Industry analysts have argued that regulatory clarity is a necessary condition for the mainstream adoption of blockchain-based payments. The new framework could give that clarity on how fiat-backed stablecoins must be issued, backed, and redeemed. For developers and financial-technology companies, the new rules could mean the establishment of a predictable environment in which to innovate, enabling projects to focus on product design and compliance rather than regulatory uncertainty.

Meanwhile, the proposed regime indicates Canada's drive to retain competitiveness in the landscape of its payment systems. Inclusion of amendments to the Retail Payment Activities Act ensures that any form of payment-service providers, including those providing stablecoins, will be subject to consistent expectations for operational and risk-management standards. Integration between stablecoin oversight and regulation of the payment system indicates a cohesive national strategy supporting both innovation and accountability.
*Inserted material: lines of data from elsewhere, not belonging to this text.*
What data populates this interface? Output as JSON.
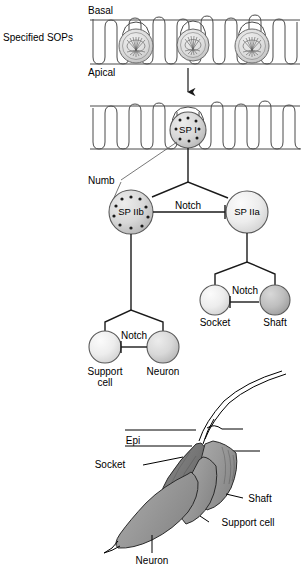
{
  "figure": {
    "title_present": false,
    "type": "biological-lineage-diagram"
  },
  "colors": {
    "cell_light": "#e8e8e8",
    "cell_mid": "#d0d0d0",
    "cell_dark": "#b8b8b8",
    "outline": "#4a4a4a",
    "line": "#1a1a1a",
    "organ_fill": "#9b9b9b",
    "organ_fill_dark": "#777777",
    "background": "#ffffff"
  },
  "panel_top": {
    "row_label": "Specified SOPs",
    "basal_label": "Basal",
    "apical_label": "Apical",
    "sop_count": 3,
    "arrow": "down-arrow"
  },
  "panel_lineage": {
    "numb_label": "Numb",
    "nodes": [
      {
        "id": "spi",
        "label": "SP I",
        "speckled": true,
        "shade": "cell_mid"
      },
      {
        "id": "spiib",
        "label": "SP IIb",
        "speckled": true,
        "shade": "cell_mid"
      },
      {
        "id": "spiia",
        "label": "SP IIa",
        "speckled": false,
        "shade": "cell_light"
      },
      {
        "id": "support",
        "label": "Support",
        "label2": "cell",
        "speckled": false,
        "shade": "cell_light"
      },
      {
        "id": "neuron",
        "label": "Neuron",
        "speckled": false,
        "shade": "cell_mid"
      },
      {
        "id": "socket",
        "label": "Socket",
        "speckled": false,
        "shade": "cell_light"
      },
      {
        "id": "shaft",
        "label": "Shaft",
        "speckled": false,
        "shade": "cell_dark"
      }
    ],
    "notch_label_1": "Notch",
    "notch_label_2": "Notch",
    "notch_label_3": "Notch"
  },
  "panel_organ": {
    "labels": {
      "epi": "Epi",
      "socket": "Socket",
      "shaft": "Shaft",
      "support_cell": "Support cell",
      "neuron": "Neuron"
    }
  }
}
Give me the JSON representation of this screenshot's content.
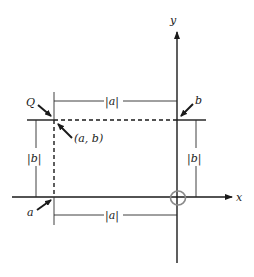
{
  "diagram": {
    "axes": {
      "x_label": "x",
      "y_label": "y"
    },
    "point": {
      "name": "Q",
      "coordinates": "(a, b)"
    },
    "pointer_labels": {
      "a": "a",
      "b": "b"
    },
    "dimensions": {
      "top_width": "|a|",
      "bottom_width": "|a|",
      "left_height": "|b|",
      "right_height": "|b|"
    },
    "colors": {
      "ink": "#1a1a1a",
      "origin_mark": "#8a8a8a",
      "background": "#ffffff"
    }
  }
}
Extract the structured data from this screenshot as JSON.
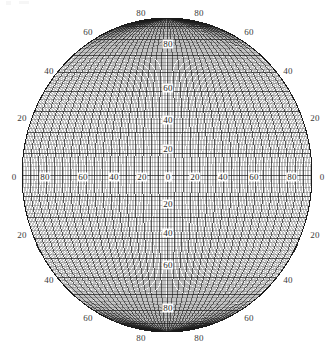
{
  "figure": {
    "kind": "map-projection-graticule",
    "background_color": "#ffffff",
    "line_color": "#1a1a1a",
    "label_color": "#2b2b2b"
  },
  "chart_data": {
    "type": "scatter",
    "title": "",
    "xlabel": "",
    "ylabel": "",
    "projection": "elliptical pseudocylindrical world projection",
    "graticule": {
      "fine_interval_deg": 2,
      "major_interval_deg": 10,
      "labeled_interval_deg": 20,
      "longitude_range": [
        -180,
        180
      ],
      "latitude_range": [
        -90,
        90
      ]
    },
    "ellipse": {
      "center_x_px": 167,
      "center_y_px": 175,
      "semi_axis_x_px": 145,
      "semi_axis_y_px": 157
    },
    "labels_outer_top": [
      "80",
      "80"
    ],
    "labels_outer_bottom": [
      "80",
      "80"
    ],
    "labels_outer_left": [
      "60",
      "40",
      "20",
      "0",
      "20",
      "40",
      "60"
    ],
    "labels_outer_right": [
      "60",
      "40",
      "20",
      "0",
      "20",
      "40",
      "60"
    ],
    "labels_equator_inner": [
      "80",
      "60",
      "40",
      "20",
      "0",
      "20",
      "40",
      "60",
      "80"
    ],
    "labels_meridian_inner": [
      "80",
      "60",
      "40",
      "20",
      "0",
      "20",
      "40",
      "60",
      "80"
    ]
  },
  "labels": {
    "outer": [
      {
        "text": "80",
        "x": 141,
        "y": 13,
        "name": "outer-label-lat-80-top-left"
      },
      {
        "text": "80",
        "x": 199,
        "y": 13,
        "name": "outer-label-lat-80-top-right"
      },
      {
        "text": "60",
        "x": 88,
        "y": 32,
        "name": "outer-label-lat-60-top-left"
      },
      {
        "text": "60",
        "x": 249,
        "y": 32,
        "name": "outer-label-lat-60-top-right"
      },
      {
        "text": "40",
        "x": 49,
        "y": 71,
        "name": "outer-label-lat-40-top-left"
      },
      {
        "text": "40",
        "x": 288,
        "y": 71,
        "name": "outer-label-lat-40-top-right"
      },
      {
        "text": "20",
        "x": 22,
        "y": 118,
        "name": "outer-label-lat-20-top-left"
      },
      {
        "text": "20",
        "x": 315,
        "y": 118,
        "name": "outer-label-lat-20-top-right"
      },
      {
        "text": "0",
        "x": 14,
        "y": 177,
        "name": "outer-label-lat-0-left"
      },
      {
        "text": "0",
        "x": 322,
        "y": 177,
        "name": "outer-label-lat-0-right"
      },
      {
        "text": "20",
        "x": 22,
        "y": 235,
        "name": "outer-label-lat-20-bottom-left"
      },
      {
        "text": "20",
        "x": 315,
        "y": 235,
        "name": "outer-label-lat-20-bottom-right"
      },
      {
        "text": "40",
        "x": 49,
        "y": 280,
        "name": "outer-label-lat-40-bottom-left"
      },
      {
        "text": "40",
        "x": 288,
        "y": 280,
        "name": "outer-label-lat-40-bottom-right"
      },
      {
        "text": "60",
        "x": 88,
        "y": 318,
        "name": "outer-label-lat-60-bottom-left"
      },
      {
        "text": "60",
        "x": 249,
        "y": 318,
        "name": "outer-label-lat-60-bottom-right"
      },
      {
        "text": "80",
        "x": 141,
        "y": 338,
        "name": "outer-label-lat-80-bottom-left"
      },
      {
        "text": "80",
        "x": 199,
        "y": 338,
        "name": "outer-label-lat-80-bottom-right"
      }
    ],
    "equator": [
      {
        "text": "80",
        "x": 45,
        "y": 177,
        "name": "equator-label-lon-80-west"
      },
      {
        "text": "60",
        "x": 83,
        "y": 177,
        "name": "equator-label-lon-60-west"
      },
      {
        "text": "40",
        "x": 114,
        "y": 177,
        "name": "equator-label-lon-40-west"
      },
      {
        "text": "20",
        "x": 142,
        "y": 177,
        "name": "equator-label-lon-20-west"
      },
      {
        "text": "0",
        "x": 168,
        "y": 177,
        "name": "equator-label-lon-0"
      },
      {
        "text": "20",
        "x": 195,
        "y": 177,
        "name": "equator-label-lon-20-east"
      },
      {
        "text": "40",
        "x": 223,
        "y": 177,
        "name": "equator-label-lon-40-east"
      },
      {
        "text": "60",
        "x": 254,
        "y": 177,
        "name": "equator-label-lon-60-east"
      },
      {
        "text": "80",
        "x": 292,
        "y": 177,
        "name": "equator-label-lon-80-east"
      }
    ],
    "meridian": [
      {
        "text": "80",
        "x": 168,
        "y": 44,
        "name": "meridian-label-lat-80-north"
      },
      {
        "text": "60",
        "x": 168,
        "y": 88,
        "name": "meridian-label-lat-60-north"
      },
      {
        "text": "40",
        "x": 168,
        "y": 120,
        "name": "meridian-label-lat-40-north"
      },
      {
        "text": "20",
        "x": 168,
        "y": 149,
        "name": "meridian-label-lat-20-north"
      },
      {
        "text": "0",
        "x": 168,
        "y": 177,
        "name": "meridian-label-lat-0"
      },
      {
        "text": "20",
        "x": 168,
        "y": 204,
        "name": "meridian-label-lat-20-south"
      },
      {
        "text": "40",
        "x": 168,
        "y": 233,
        "name": "meridian-label-lat-40-south"
      },
      {
        "text": "60",
        "x": 168,
        "y": 265,
        "name": "meridian-label-lat-60-south"
      },
      {
        "text": "80",
        "x": 168,
        "y": 308,
        "name": "meridian-label-lat-80-south"
      }
    ]
  }
}
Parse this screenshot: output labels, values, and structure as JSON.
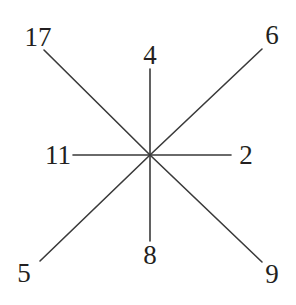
{
  "diagram": {
    "type": "star-graph",
    "center": {
      "x": 150,
      "y": 155
    },
    "background_color": "#ffffff",
    "line_color": "#3a3a3a",
    "label_color": "#231f20",
    "ray_count": 8,
    "nodes": [
      {
        "id": "nw",
        "label": "17",
        "direction": "north-west",
        "label_x": 38,
        "label_y": 37,
        "line_x": 44,
        "line_y": 50
      },
      {
        "id": "n",
        "label": "4",
        "direction": "north",
        "label_x": 150,
        "label_y": 55,
        "line_x": 150,
        "line_y": 69
      },
      {
        "id": "ne",
        "label": "6",
        "direction": "north-east",
        "label_x": 272,
        "label_y": 35,
        "line_x": 262,
        "line_y": 49
      },
      {
        "id": "w",
        "label": "11",
        "direction": "west",
        "label_x": 58,
        "label_y": 155,
        "line_x": 73,
        "line_y": 155
      },
      {
        "id": "e",
        "label": "2",
        "direction": "east",
        "label_x": 246,
        "label_y": 155,
        "line_x": 231,
        "line_y": 155
      },
      {
        "id": "sw",
        "label": "5",
        "direction": "south-west",
        "label_x": 24,
        "label_y": 273,
        "line_x": 40,
        "line_y": 261
      },
      {
        "id": "s",
        "label": "8",
        "direction": "south",
        "label_x": 150,
        "label_y": 255,
        "line_x": 150,
        "line_y": 241
      },
      {
        "id": "se",
        "label": "9",
        "direction": "south-east",
        "label_x": 272,
        "label_y": 274,
        "line_x": 262,
        "line_y": 262
      }
    ]
  }
}
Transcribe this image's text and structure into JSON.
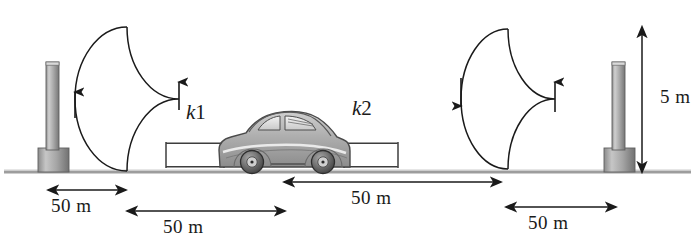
{
  "figure": {
    "ground_line": {
      "y": 172,
      "x_start": 4,
      "x_end": 691
    },
    "colors": {
      "ink": "#1a1a1a",
      "post_fill": "#9a9a9a",
      "post_light": "#c8c8c8",
      "post_dark": "#6f6f6f",
      "spring": "#3a3a3a",
      "car_body": "#b5b5b5",
      "car_dark": "#545454",
      "background": "#ffffff"
    }
  },
  "posts": [
    {
      "name": "left-post",
      "x": 38,
      "shaft_top": 62,
      "base_top": 148
    },
    {
      "name": "right-post",
      "x": 604,
      "shaft_top": 62,
      "base_top": 148
    }
  ],
  "loops": [
    {
      "name": "left-loop",
      "cx": 127,
      "cy": 99,
      "rx": 52,
      "ry": 72,
      "left_arrow": "up",
      "right_arrow": "up"
    },
    {
      "name": "right-loop",
      "cx": 508,
      "cy": 99,
      "rx": 47,
      "ry": 70,
      "left_arrow": "down",
      "right_arrow": "up"
    }
  ],
  "springs": [
    {
      "name": "spring-k1",
      "label": "k1",
      "x_start": 166,
      "x_end": 224,
      "y": 155,
      "coils": 22
    },
    {
      "name": "spring-k2",
      "label": "k2",
      "x_start": 344,
      "x_end": 398,
      "y": 155,
      "coils": 20
    }
  ],
  "spring_labels": [
    {
      "name": "spring-label-k1",
      "letter": "k",
      "subscript": "1",
      "x": 186,
      "y": 100
    },
    {
      "name": "spring-label-k2",
      "letter": "k",
      "subscript": "2",
      "x": 352,
      "y": 96
    }
  ],
  "car": {
    "name": "car",
    "x": 216,
    "y": 106,
    "width": 132,
    "height": 66,
    "description": "vintage sedan, side view, facing right"
  },
  "dimensions": [
    {
      "name": "dimension-left-post-to-loop",
      "label": "50 m",
      "orientation": "horizontal",
      "x_start": 48,
      "x_end": 126,
      "y": 190,
      "label_x": 51,
      "label_y": 198
    },
    {
      "name": "dimension-loop-to-car",
      "label": "50 m",
      "orientation": "horizontal",
      "x_start": 127,
      "x_end": 285,
      "y": 211,
      "label_x": 163,
      "label_y": 219
    },
    {
      "name": "dimension-car-to-right-loop",
      "label": "50 m",
      "orientation": "horizontal",
      "x_start": 284,
      "x_end": 501,
      "y": 182,
      "label_x": 351,
      "label_y": 190
    },
    {
      "name": "dimension-right-loop-to-post",
      "label": "50 m",
      "orientation": "horizontal",
      "x_start": 506,
      "x_end": 616,
      "y": 207,
      "label_x": 528,
      "label_y": 215
    },
    {
      "name": "dimension-post-height",
      "label": "5 m",
      "orientation": "vertical",
      "x": 642,
      "y_start": 27,
      "y_end": 172,
      "label_x": 660,
      "label_y": 88
    }
  ]
}
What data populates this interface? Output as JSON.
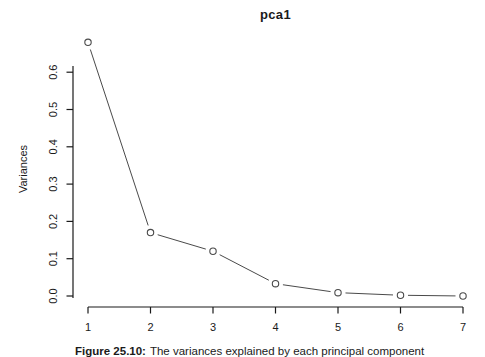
{
  "chart_data": {
    "type": "line",
    "title": "pca1",
    "xlabel": "",
    "ylabel": "Variances",
    "x": [
      1,
      2,
      3,
      4,
      5,
      6,
      7
    ],
    "values": [
      0.68,
      0.17,
      0.12,
      0.033,
      0.009,
      0.002,
      0.0
    ],
    "xticks": [
      "1",
      "2",
      "3",
      "4",
      "5",
      "6",
      "7"
    ],
    "yticks": [
      "0.0",
      "0.1",
      "0.2",
      "0.3",
      "0.4",
      "0.5",
      "0.6"
    ],
    "xlim": [
      1,
      7
    ],
    "ylim": [
      0,
      0.7
    ],
    "grid": false,
    "legend": "none",
    "marker": "open-circle",
    "line_color": "#4a4a4a",
    "marker_color": "#4a4a4a",
    "axis_color": "#1a1a1a",
    "text_color": "#1a1a1a",
    "background": "#ffffff"
  },
  "caption": {
    "label": "Figure 25.10:",
    "text": "The variances explained by each principal component"
  }
}
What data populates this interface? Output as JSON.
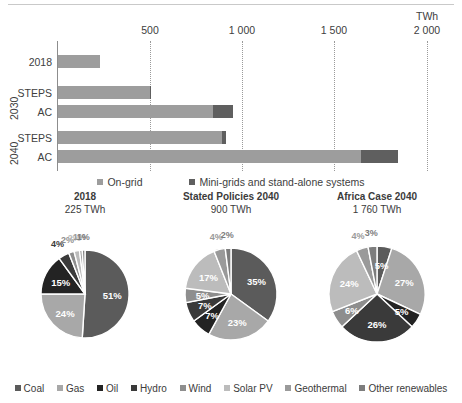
{
  "chart_data": [
    {
      "type": "bar",
      "orientation": "horizontal",
      "title": "",
      "unit_label": "TWh",
      "xlabel": "",
      "ylabel": "",
      "xlim": [
        0,
        2000
      ],
      "xticks": [
        500,
        1000,
        1500,
        2000
      ],
      "xtick_labels": [
        "500",
        "1 000",
        "1 500",
        "2 000"
      ],
      "grid": true,
      "legend_position": "bottom",
      "categories": [
        "2018",
        "STEPS",
        "AC",
        "STEPS",
        "AC"
      ],
      "groups": [
        {
          "label": "",
          "rows": [
            "2018"
          ]
        },
        {
          "label": "2030",
          "rows": [
            "STEPS",
            "AC"
          ]
        },
        {
          "label": "2040",
          "rows": [
            "STEPS",
            "AC"
          ]
        }
      ],
      "series": [
        {
          "name": "On-grid",
          "color": "#9d9d9d",
          "values": [
            225,
            495,
            835,
            880,
            1630
          ]
        },
        {
          "name": "Mini-grids and stand-alone systems",
          "color": "#5f5f5f",
          "values": [
            0,
            5,
            105,
            20,
            195
          ]
        }
      ]
    },
    {
      "type": "pie",
      "title": "2018",
      "subtitle": "225 TWh",
      "labels": [
        "Coal",
        "Gas",
        "Oil",
        "Hydro",
        "Wind",
        "Solar PV",
        "Geothermal",
        "Other renewables"
      ],
      "values": [
        51,
        24,
        15,
        4,
        2,
        2,
        1,
        1
      ],
      "value_labels": [
        "51%",
        "24%",
        "15%",
        "4%",
        "2%",
        "2%",
        "1%",
        "1%"
      ]
    },
    {
      "type": "pie",
      "title": "Stated Policies 2040",
      "subtitle": "900 TWh",
      "labels": [
        "Coal",
        "Gas",
        "Oil",
        "Hydro",
        "Wind",
        "Solar PV",
        "Geothermal",
        "Other renewables"
      ],
      "values": [
        35,
        23,
        7,
        7,
        5,
        17,
        4,
        2
      ],
      "value_labels": [
        "35%",
        "23%",
        "7%",
        "7%",
        "5%",
        "17%",
        "4%",
        "2%"
      ]
    },
    {
      "type": "pie",
      "title": "Africa Case 2040",
      "subtitle": "1 760 TWh",
      "labels": [
        "Coal",
        "Gas",
        "Oil",
        "Hydro",
        "Wind",
        "Solar PV",
        "Geothermal",
        "Other renewables"
      ],
      "values": [
        5,
        27,
        5,
        26,
        6,
        24,
        4,
        3
      ],
      "value_labels": [
        "5%",
        "27%",
        "5%",
        "26%",
        "6%",
        "24%",
        "4%",
        "3%"
      ]
    }
  ],
  "bar_chart": {
    "unit": "TWh",
    "ticks": [
      "500",
      "1 000",
      "1 500",
      "2 000"
    ],
    "rows": [
      {
        "cat": "2018"
      },
      {
        "cat": "STEPS"
      },
      {
        "cat": "AC"
      },
      {
        "cat": "STEPS"
      },
      {
        "cat": "AC"
      }
    ],
    "group_2030": "2030",
    "group_2040": "2040",
    "legend": [
      {
        "label": "On-grid",
        "color": "#9d9d9d"
      },
      {
        "label": "Mini-grids and stand-alone systems",
        "color": "#5f5f5f"
      }
    ]
  },
  "pies": [
    {
      "title": "2018",
      "subtitle": "225 TWh",
      "slices": [
        {
          "name": "Coal",
          "pct": 51,
          "label": "51%"
        },
        {
          "name": "Gas",
          "pct": 24,
          "label": "24%"
        },
        {
          "name": "Oil",
          "pct": 15,
          "label": "15%"
        },
        {
          "name": "Hydro",
          "pct": 4,
          "label": "4%"
        },
        {
          "name": "Wind",
          "pct": 2,
          "label": "2%"
        },
        {
          "name": "Solar PV",
          "pct": 2,
          "label": "2%"
        },
        {
          "name": "Geothermal",
          "pct": 1,
          "label": "1%"
        },
        {
          "name": "Other renewables",
          "pct": 1,
          "label": "1%"
        }
      ]
    },
    {
      "title": "Stated Policies 2040",
      "subtitle": "900 TWh",
      "slices": [
        {
          "name": "Coal",
          "pct": 35,
          "label": "35%"
        },
        {
          "name": "Gas",
          "pct": 23,
          "label": "23%"
        },
        {
          "name": "Oil",
          "pct": 7,
          "label": "7%"
        },
        {
          "name": "Hydro",
          "pct": 7,
          "label": "7%"
        },
        {
          "name": "Wind",
          "pct": 5,
          "label": "5%"
        },
        {
          "name": "Solar PV",
          "pct": 17,
          "label": "17%"
        },
        {
          "name": "Geothermal",
          "pct": 4,
          "label": "4%"
        },
        {
          "name": "Other renewables",
          "pct": 2,
          "label": "2%"
        }
      ]
    },
    {
      "title": "Africa Case 2040",
      "subtitle": "1 760 TWh",
      "slices": [
        {
          "name": "Coal",
          "pct": 5,
          "label": "5%"
        },
        {
          "name": "Gas",
          "pct": 27,
          "label": "27%"
        },
        {
          "name": "Oil",
          "pct": 5,
          "label": "5%"
        },
        {
          "name": "Hydro",
          "pct": 26,
          "label": "26%"
        },
        {
          "name": "Wind",
          "pct": 6,
          "label": "6%"
        },
        {
          "name": "Solar PV",
          "pct": 24,
          "label": "24%"
        },
        {
          "name": "Geothermal",
          "pct": 4,
          "label": "4%"
        },
        {
          "name": "Other renewables",
          "pct": 3,
          "label": "3%"
        }
      ]
    }
  ],
  "legend": [
    {
      "label": "Coal",
      "color": "#5b5b5b"
    },
    {
      "label": "Gas",
      "color": "#a8a8a8"
    },
    {
      "label": "Oil",
      "color": "#232323"
    },
    {
      "label": "Hydro",
      "color": "#3a3a3a"
    },
    {
      "label": "Wind",
      "color": "#8e8e8e"
    },
    {
      "label": "Solar PV",
      "color": "#bcbcbc"
    },
    {
      "label": "Geothermal",
      "color": "#9a9a9a"
    },
    {
      "label": "Other renewables",
      "color": "#7d7d7d"
    }
  ],
  "palette": {
    "coal": "#5b5b5b",
    "gas": "#a8a8a8",
    "oil": "#232323",
    "hydro": "#3a3a3a",
    "wind": "#8e8e8e",
    "solar": "#bcbcbc",
    "geothermal": "#9a9a9a",
    "other": "#7d7d7d",
    "ongrid": "#9d9d9d",
    "minigrid": "#5f5f5f"
  }
}
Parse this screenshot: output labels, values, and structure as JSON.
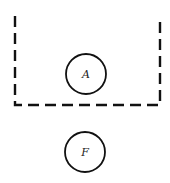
{
  "diagram": {
    "boundary": {
      "style": "dashed",
      "sides": [
        "left",
        "bottom",
        "right"
      ],
      "color": "#111111"
    },
    "nodes": [
      {
        "id": "A",
        "label": "A",
        "cx": 86,
        "cy": 74,
        "r": 20,
        "inside_boundary": true
      },
      {
        "id": "F",
        "label": "F",
        "cx": 85,
        "cy": 152,
        "r": 20,
        "inside_boundary": false
      }
    ]
  }
}
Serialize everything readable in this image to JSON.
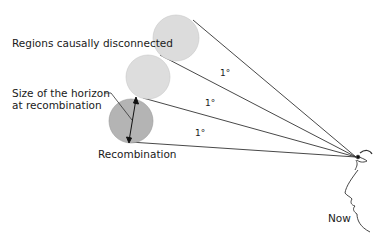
{
  "labels": {
    "disconnected": "Regions causally disconnected",
    "horizon_line1": "Size of the horizon",
    "horizon_line2": "at recombination",
    "recombination": "Recombination",
    "now": "Now"
  },
  "angles": {
    "top": "1°",
    "middle": "1°",
    "bottom": "1°"
  },
  "colors": {
    "light_circle": "#dcdcdc",
    "dark_circle": "#b4b4b4",
    "line": "#333333"
  }
}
While the budget therefore gives the direction of policy, it is in the drafting and passage of actual legislation that the shape of these rules will be determined. Key questions will be how issuers qualify for authorization, what counts as adequate reserves, and how consumer-redemption rights will be enforced. The federal government has not indicated when it will bring forward the legislation, but its inclusion in Budget 2025 suggests it is a priority item in the financial-sector modernization agenda.

By weaving stablecoin regulation into its fiscal plan, Canada assumes a leadership role with a select few nations that have actually integrated digital-asset oversight into national economic strategy. The move underlines the recognition that stablecoins, once niche instruments, represent critical infrastructure in the evolving digital economy.